NOTE : It doesn't happen on single inserts with a HTTP POST requests.
NOTE : In my column family, I have a key with TimeUUIDType and the column values are int s and varchar s
UPDATE : Test results show that I didn't have anything wrong before 6000 requests. However, when it comes to 7000, the php code throws the following;
Error connecting to 127.0.0.1: Thrift\Exception\TTransportException: TSocket: timed out reading 4 bytes from 127.0.0.1:9160
Morever, cassandra logs the following in heavy loads;
WARN [ScheduledTasks:1] 2013-06-28 03:43:07,931 GCInspector.java (line 142)
Heap is 0.9231763795560355 full.
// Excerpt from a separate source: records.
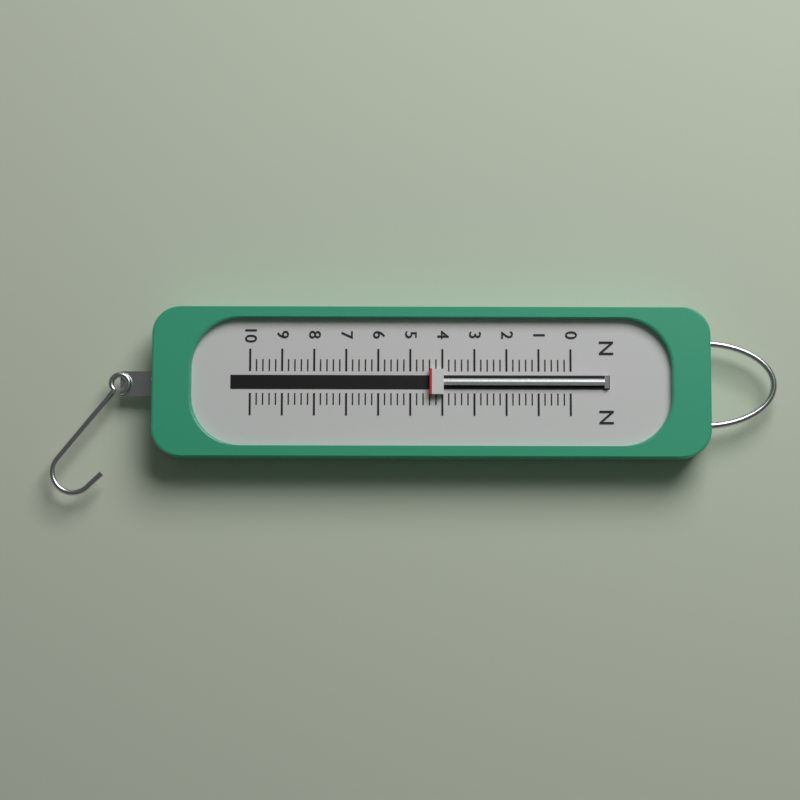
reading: 4.4 N
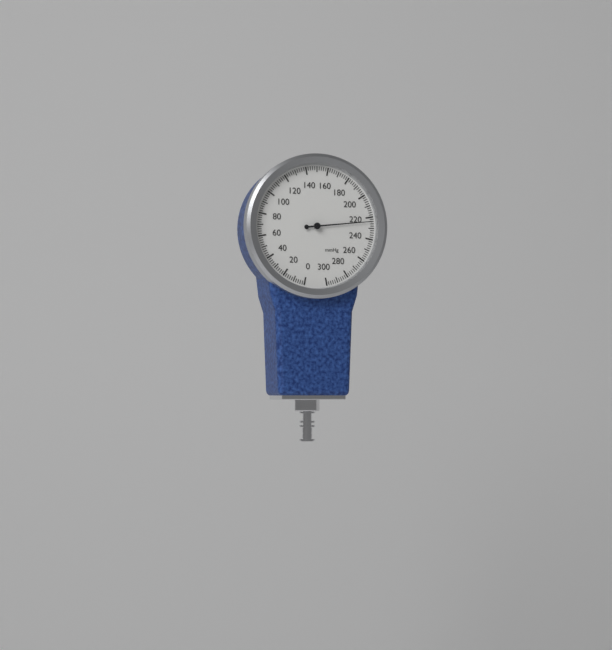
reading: 224 mmHg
You may need to reduce memtable and/or cache sizes.
Cassandra will now flush up to the two largest memtables to free up memory. Adjust
flush_largest_memtables_at threshold in cassandra.yaml if you don't want Cassandra to
do this automatically
The batch doesn't sound like a large enough dataset to cause the memory problem, so this sounds like a problem with the JVM on the virtual machine. How much memory have you allocated to it?
You can check by starting JConsole (just type jconsole in the terminal / prompt) and viewing the 'Memory' tab, specifically the value under Max:
You can also get some solid details about what caused the crash thanks to the XX:+HeapDumpOnOutOfMemoryError parameter included in C*'s startup script, its basically a log file storing the stacktrace that caused the memory problem.
Typically the heap size is calculated automatically by the calculate_heap_sizes() function in cassandra-env.sh. You can however override the number that function generated by setting MAX_HEAP_SIZE to a different value. The same variable is used on lines 174 & 175 in cassandra-env.sh JVM_OPTS="$JVM_OPTS -Xmx${MAX_HEAP_SIZE}" for setting the min and max heap size.
I would like to tune Cassandra for heavy read scenario with skinny rows (5-50 columns). The idea is to use row cache, and enable key cache just in case - when data is to large for row cache.
I have dual Intel Xeon server with 24GB RAM (3 in ring, two data centers - gives 6 machines in total)
Those are changes that I've made to default configuration:
cassandra-env.sh
#JVM_OPTS="$JVM_OPTS -ea"
MAX_HEAP_SIZE="6G"
HEAP_NEWSIZE="500M"
cassandra.yaml
# do not persist caches to disk
key_cache_save_period: 0
row_cache_save_period: 0
key_cache_size_in_mb: 512
row_cache_size_in_mb: 14336
row_cache_provider: SerializingCacheProvider
The idea it to dedicate 6GB to Cassandra JVM, 0.5GB to key cache (out of 6GB heap), and 14GB to row cache as off-heap.
OS has still 4GB which should be enough, since there is running only one JVM process and it should have overhead of max 2GB.
Is this setup optimal? Any hints?
Thanks,
Maciej
I'm using 1.1.6 version.
SerializingCacheProvider will save cache data at Native Heap area.
That area is not for GC inspect. so It will not be occurred GC.
Your row_cache_size_in_mb setting is for SerializingCache's reference object.
That reference is saved using FreeableMemory(It is in 1.1.x. but after 1.2, it changed).
In other words, Your real cache value is not calculated when calculating row_cache_size_in_mb.
At the result If you want to calculate row_cache_size_in_mb, try to set from minimal size.
In my case, when I set 500mb, each node was using 2G old gen.(in according to deal which data set)
Run the heapspace_calculator and use the suggested value as an initial heap configuration. Monitor your heap usage with "nodetool info".
Try to use short column names and merge columns when possible.
This setup works just fine - I've tested it.